The Tribonacci sequence Tn is defined as follows:
T0 = 0, T1 = 1, T2 = 1, and Tn+3 = Tn + Tn+1 + Tn+2 for n >= 0.
Given n, return the value of Tn.
Example 1:
Input: n = 3
Output: 2Explanation:
T_3 = 0 + 1 + 1 = 2
Example 2:
Input: n = 21
Output: 121415Constraints:
0 <= n <= 37answer <= 2^31 - 1.The tribonacci sequence is defined similarly to Fibonacci, but instead of summing the previous two numbers, we sum the previous three. The base cases are T(0) = 0, T(1) = 1, and T(2) = 1. For any n >= 3, we compute T(n) = T(n-1) + T(n-2) + T(n-3).
A straightforward recursive approach directly implements this definition. However, this leads to exponential time complexity because we recompute the same subproblems many times. Each call branches into three more calls, creating a tree with many redundant calculations.
n is 0, return 0. If n is 1 or 2, return 1.tribonacci(n-1), tribonacci(n-2), and tribonacci(n-3).The recursive solution wastes time by recomputing the same values over and over. We can fix this with memoization: store each computed result in a cache. Before computing T(n), check if it already exists in the cache. If so, return the cached value immediately. This transforms our exponential algorithm into a linear one, since each unique subproblem is solved only once.
dp hash map or dictionary to store computed values.n is 0, return 0. If n is 1 or 2, return 1.n is already in the dp cache, return the cached value.tribonacci(n-1) + tribonacci(n-2) + tribonacci(n-3), store it in the dp cache, and return it.Instead of working backwards from n and relying on recursion, we can build up the solution from the base cases. Start with the known values T(0), T(1), and T(2), then iteratively compute each subsequent value until we reach T(n). This eliminates recursion overhead and makes the computation straightforward.
n is 0, return 0. If n is 1 or 2, return 1.dp of size n+1 and initialize dp[0] = 0, dp[1] = 1, dp[2] = 1.i from 3 to n, compute dp[i] = dp[i-1] + dp[i-2] + dp[i-3].dp[n].Notice that to compute T(n), we only need the three most recent values: T(n-1), T(n-2), and T(n-3). We do not need to store the entire history. By keeping just three variables (or a small fixed-size array), we can reduce space complexity from O(n) to O(1).
A clever trick uses an array of size 3 and the modulo operator. At iteration i, we store the new value at index i % 3, which naturally overwrites the oldest value we no longer need.
t = [0, 1, 1] representing the first three tribonacci numbers.n < 3, return t[n] directly.i from 3 to n, compute t[i % 3] = t[0] + t[1] + t[2].t[n % 3].The tribonacci sequence has three base cases: T(0) = 0, T(1) = 1, and T(2) = 1. A common mistake is treating it like Fibonacci and only handling two base cases, or incorrectly setting T(0) = 1. Always explicitly check for n == 0, n == 1, and n == 2 and return the correct values before entering the main computation loop.
The naive recursive solution without memoization has exponential time complexity O(3^n), which causes timeout for even moderate values of n. Additionally, without memoization, the same subproblems are computed repeatedly, leading to massive redundant work. Always use memoization or an iterative approach to achieve linear time complexity.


▶ TASK TO COMPLETE
No picture belongs in the answer, which must hold exactly the lines from the one with "Serialize everything readable" through the final line below.

▶ EXERCISE MATERIALS
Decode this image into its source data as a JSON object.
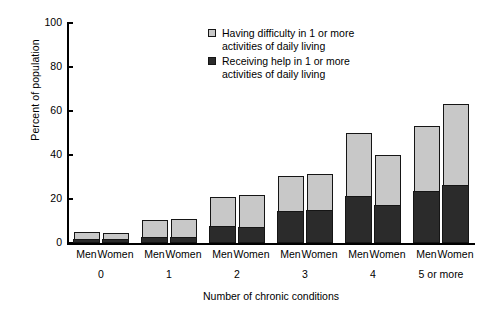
{
  "chart_data": {
    "type": "bar",
    "stacked": true,
    "title": "",
    "xlabel": "Number of chronic conditions",
    "ylabel": "Percent of population",
    "ylim": [
      0,
      100
    ],
    "yticks": [
      0,
      20,
      40,
      60,
      80,
      100
    ],
    "ytick_labels": [
      "0",
      "20",
      "40",
      "60",
      "80",
      "100"
    ],
    "grid": false,
    "legend_position": "top-center",
    "categories": [
      "0",
      "1",
      "2",
      "3",
      "4",
      "5 or more"
    ],
    "subcategories": [
      "Men",
      "Women"
    ],
    "series": [
      {
        "name": "Having difficulty in 1 or more activities of daily living",
        "color": "#c8c8c8",
        "note": "total height of stacked bar",
        "values": {
          "Men": [
            5,
            10.5,
            21,
            30.5,
            50,
            53
          ],
          "Women": [
            4.5,
            11,
            22,
            31.5,
            40,
            63
          ]
        }
      },
      {
        "name": "Receiving help in 1 or more activities of daily living",
        "color": "#2b2b2b",
        "note": "dark lower segment of each stacked bar",
        "values": {
          "Men": [
            2,
            3,
            8,
            14.5,
            21.5,
            23.5
          ],
          "Women": [
            2,
            3,
            7.5,
            15,
            17.5,
            26.5
          ]
        }
      }
    ]
  },
  "axes": {
    "y_title": "Percent of population",
    "x_title": "Number of chronic conditions",
    "y_ticks": [
      "0",
      "20",
      "40",
      "60",
      "80",
      "100"
    ],
    "group_labels": [
      "0",
      "1",
      "2",
      "3",
      "4",
      "5 or more"
    ],
    "series_labels": [
      "Men",
      "Women"
    ]
  },
  "legend": {
    "items": [
      {
        "swatch": "light",
        "label": "Having difficulty in 1 or more\nactivities of daily living"
      },
      {
        "swatch": "dark",
        "label": "Receiving help in 1 or more\nactivities of daily living"
      }
    ]
  },
  "colors": {
    "light_gray": "#c8c8c8",
    "dark": "#2b2b2b",
    "axis": "#000000",
    "background": "#ffffff"
  }
}
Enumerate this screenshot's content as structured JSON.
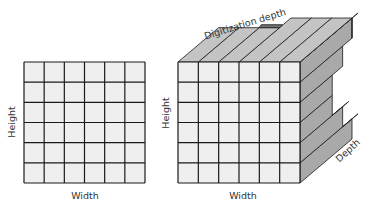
{
  "figure": {
    "left_panel": {
      "title": "2D image grid",
      "rows": 6,
      "cols": 6,
      "x_label": "Width",
      "y_label": "Height",
      "bounds": {
        "x": 24,
        "y": 62,
        "w": 121,
        "h": 121
      }
    },
    "right_panel": {
      "title": "3D digitized volume",
      "rows": 6,
      "cols": 6,
      "x_label": "Width",
      "y_label": "Height",
      "depth_label": "Depth",
      "top_label": "Digitization depth",
      "front_bounds": {
        "x": 178,
        "y": 62,
        "w": 122,
        "h": 121
      },
      "depth_offset": {
        "dx": 52,
        "dy": -44
      },
      "row_depths": [
        1.0,
        0.82,
        0.62,
        0.62,
        0.82,
        1.0
      ],
      "top_col_depths": [
        0.78,
        0.78,
        0.78,
        1.0,
        1.0,
        1.0
      ]
    },
    "colors": {
      "cell_fill": "#efefef",
      "grid_line": "#1a1a1a",
      "side_face": "#a9a9a9",
      "top_face": "#c4c4c4",
      "shadow_face": "#707070",
      "label_text": "#333333"
    }
  }
}
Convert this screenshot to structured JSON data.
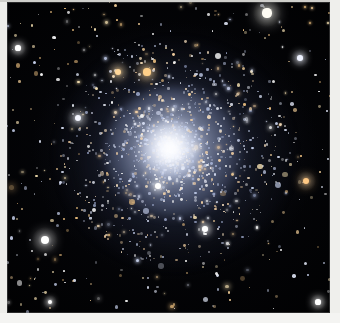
{
  "image": {
    "kind": "astronomical-photograph",
    "subject": "globular star cluster",
    "alt_text": "Astronomical photograph of a globular star cluster: a dense spherical swarm of thousands of stars with a brilliant white unresolved core, resolved blue-white stars across the halo, and scattered foreground field stars on a black sky.",
    "caption": "",
    "width_px": 340,
    "height_px": 323
  },
  "frame": {
    "border_color": "#ededea",
    "border_shade_color": "#cfcfcb",
    "plate_left_px": 7,
    "plate_top_px": 2,
    "plate_width_px": 323,
    "plate_height_px": 311
  },
  "sky": {
    "background_color": "#000000",
    "wash_color": "#1a1e2c"
  },
  "cluster": {
    "center_x_px": 172,
    "center_y_px": 150,
    "core_color": "#ffffff",
    "halo_color": "#96a5cd",
    "core_radius_px": 26,
    "halo_radius_px": 116,
    "star_count_rendered": 1650
  },
  "field": {
    "star_count_rendered": 420,
    "star_colors": [
      "#ffffff",
      "#e8eeff",
      "#cfd9f5",
      "#ffe9b8",
      "#ffcf8a",
      "#ffd9a0"
    ]
  },
  "bright_stars": [
    {
      "name": "field-star-upper-right",
      "x": 267,
      "y": 13,
      "r": 4.6,
      "color": "#fffdf4"
    },
    {
      "name": "field-star-left-mid",
      "x": 18,
      "y": 48,
      "r": 2.6,
      "color": "#ffffff"
    },
    {
      "name": "field-star-left-lower",
      "x": 45,
      "y": 240,
      "r": 4.2,
      "color": "#ffffff"
    },
    {
      "name": "field-star-cluster-nw",
      "x": 78,
      "y": 118,
      "r": 3.4,
      "color": "#f4f6ff"
    },
    {
      "name": "field-star-amber-a",
      "x": 118,
      "y": 72,
      "r": 3.4,
      "color": "#ffd79a"
    },
    {
      "name": "field-star-amber-b",
      "x": 147,
      "y": 72,
      "r": 3.6,
      "color": "#ffd089"
    },
    {
      "name": "field-star-amber-right",
      "x": 306,
      "y": 181,
      "r": 3.2,
      "color": "#ffc985"
    },
    {
      "name": "field-star-core-south",
      "x": 158,
      "y": 186,
      "r": 3.2,
      "color": "#ffffff"
    },
    {
      "name": "field-star-right-upper",
      "x": 300,
      "y": 58,
      "r": 2.8,
      "color": "#eef2ff"
    },
    {
      "name": "field-star-bottom-right",
      "x": 318,
      "y": 302,
      "r": 2.6,
      "color": "#ffffff"
    },
    {
      "name": "field-star-bottom-left",
      "x": 50,
      "y": 302,
      "r": 2.2,
      "color": "#ffffff"
    },
    {
      "name": "field-star-lower-mid",
      "x": 205,
      "y": 229,
      "r": 2.8,
      "color": "#ffffff"
    }
  ]
}
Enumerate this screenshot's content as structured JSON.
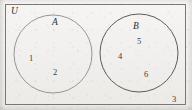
{
  "figure": {
    "type": "venn-diagram",
    "width": 192,
    "height": 110,
    "background_color": "#f2f1ef",
    "universe": {
      "label": "U",
      "shape": "rectangle",
      "stroke_color": "#7a7874",
      "bounds": {
        "x": 5,
        "y": 4,
        "width": 181,
        "height": 101
      },
      "label_position": {
        "x": 11,
        "y": 7
      }
    },
    "sets": [
      {
        "id": "A",
        "label": "A",
        "shape": "circle",
        "stroke_color": "#8d8b87",
        "center": {
          "x": 53,
          "y": 54
        },
        "radius": 39,
        "label_position": {
          "x": 52,
          "y": 18
        },
        "elements": [
          {
            "value": "1",
            "x": 29,
            "y": 54
          },
          {
            "value": "2",
            "x": 53,
            "y": 68
          }
        ]
      },
      {
        "id": "B",
        "label": "B",
        "shape": "circle",
        "stroke_color": "#5d5b57",
        "center": {
          "x": 139,
          "y": 53
        },
        "radius": 39,
        "label_position": {
          "x": 133,
          "y": 22
        },
        "elements": [
          {
            "value": "4",
            "x": 118,
            "y": 52
          },
          {
            "value": "5",
            "x": 137,
            "y": 37
          },
          {
            "value": "6",
            "x": 144,
            "y": 70
          }
        ]
      }
    ],
    "outside_elements": [
      {
        "value": "3",
        "x": 172,
        "y": 95
      }
    ],
    "intersection": {
      "overlaps": false,
      "members": []
    },
    "text_color": "#3a3935"
  }
}
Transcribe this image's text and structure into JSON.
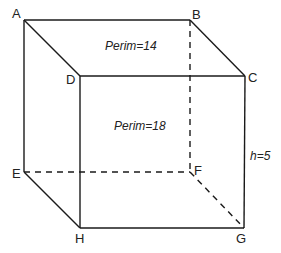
{
  "diagram": {
    "type": "rectangular-prism",
    "vertices": {
      "A": "A",
      "B": "B",
      "C": "C",
      "D": "D",
      "E": "E",
      "F": "F",
      "G": "G",
      "H": "H"
    },
    "annotations": {
      "top_perimeter": "Perim=14",
      "front_perimeter": "Perim=18",
      "height": "h=5"
    }
  }
}
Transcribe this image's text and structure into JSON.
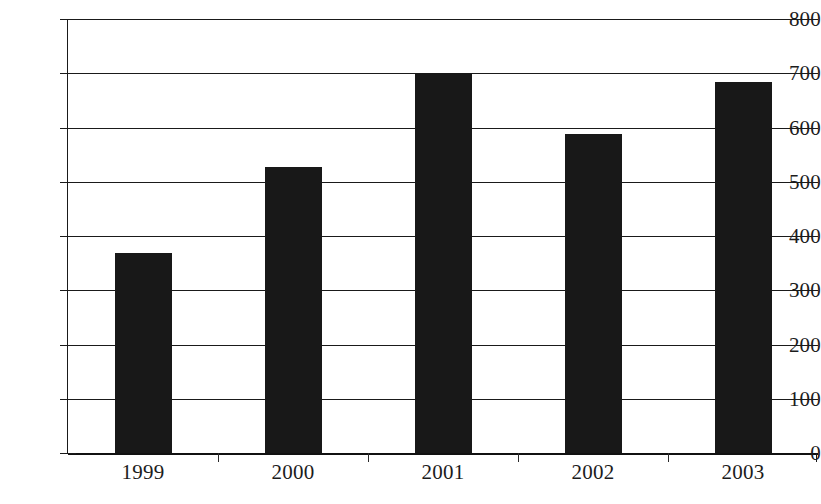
{
  "chart_data": {
    "type": "bar",
    "title": "",
    "subtitle": "",
    "xlabel": "",
    "ylabel": "",
    "categories": [
      "1999",
      "2000",
      "2001",
      "2002",
      "2003"
    ],
    "values": [
      368,
      527,
      700,
      588,
      684
    ],
    "series": [
      {
        "name": "",
        "values": [
          368,
          527,
          700,
          588,
          684
        ]
      }
    ],
    "ylim": [
      0,
      800
    ],
    "ytick_labels": [
      "0",
      "100",
      "200",
      "300",
      "400",
      "500",
      "600",
      "700",
      "800"
    ],
    "ytick_values": [
      0,
      100,
      200,
      300,
      400,
      500,
      600,
      700,
      800
    ],
    "grid": true,
    "grid_axis": "y",
    "legend": false,
    "legend_position": "none",
    "bar_color": "#181818",
    "axis_color": "#1a1a1a",
    "background_color": "#ffffff",
    "data_labels": false
  }
}
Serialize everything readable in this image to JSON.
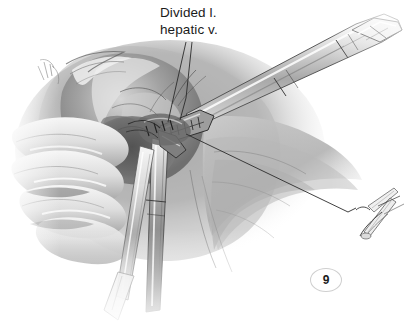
{
  "figure": {
    "number": "9",
    "alt_description": "Grayscale surgical illustration of a laparoscopic liver resection showing a gloved hand retracting the liver while a linear stapler divides the left hepatic vein",
    "background_color": "#ffffff",
    "ink_color": "#1b1b1b"
  },
  "annotations": {
    "divided_vein": {
      "line1": "Divided l.",
      "line2": "hepatic v.",
      "leader_count": 2
    }
  },
  "inset": {
    "name": "clip-applier-detail",
    "leader_label": ""
  },
  "palette": {
    "paper": "#ffffff",
    "tissue_light": "#e6e6e6",
    "tissue_mid": "#b4b4b4",
    "tissue_dark": "#7b7b7b",
    "tissue_deep": "#4f4f4f",
    "shadow": "#3a3a3a",
    "instrument_light": "#f2f2f2",
    "instrument_mid": "#c9c9c9",
    "instrument_dark": "#6e6e6e",
    "outline": "#2b2b2b",
    "leader": "#2b2b2b",
    "badge_border": "#cfcfcf"
  }
}
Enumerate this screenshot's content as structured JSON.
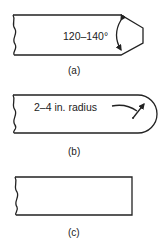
{
  "figures": [
    {
      "id": "a",
      "caption": "(a)",
      "annotation": "120–140°",
      "shape": "chamfered-end"
    },
    {
      "id": "b",
      "caption": "(b)",
      "annotation": "2–4 in. radius",
      "shape": "rounded-end"
    },
    {
      "id": "c",
      "caption": "(c)",
      "annotation": "",
      "shape": "square-end"
    }
  ]
}
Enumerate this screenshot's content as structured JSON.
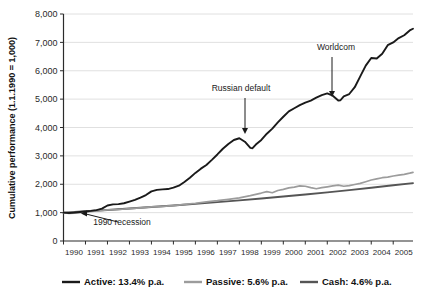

▶ EXERCISE RESPONSE
Serialize everything readable in this image to JSON.
{
  "figure": {
    "number": "9",
    "alt_description": "Grayscale surgical illustration of a laparoscopic liver resection showing a gloved hand retracting the liver while a linear stapler divides the left hepatic vein",
    "background_color": "#ffffff",
    "ink_color": "#1b1b1b"
  },
  "annotations": {
    "divided_vein": {
      "line1": "Divided l.",
      "line2": "hepatic v.",
      "leader_count": 2
    }
  },
  "inset": {
    "name": "clip-applier-detail",
    "leader_label": ""
  },
  "palette": {
    "paper": "#ffffff",
    "tissue_light": "#e6e6e6",
    "tissue_mid": "#b4b4b4",
    "tissue_dark": "#7b7b7b",
    "tissue_deep": "#4f4f4f",
    "shadow": "#3a3a3a",
    "instrument_light": "#f2f2f2",
    "instrument_mid": "#c9c9c9",
    "instrument_dark": "#6e6e6e",
    "outline": "#2b2b2b",
    "leader": "#2b2b2b",
    "badge_border": "#cfcfcf"
  }
}
Enumerate this screenshot's content as structured JSON.
{
  "figures": [
    {
      "id": "a",
      "caption": "(a)",
      "annotation": "120–140°",
      "shape": "chamfered-end"
    },
    {
      "id": "b",
      "caption": "(b)",
      "annotation": "2–4 in. radius",
      "shape": "rounded-end"
    },
    {
      "id": "c",
      "caption": "(c)",
      "annotation": "",
      "shape": "square-end"
    }
  ]
}
Enumerate this screenshot's content as structured JSON.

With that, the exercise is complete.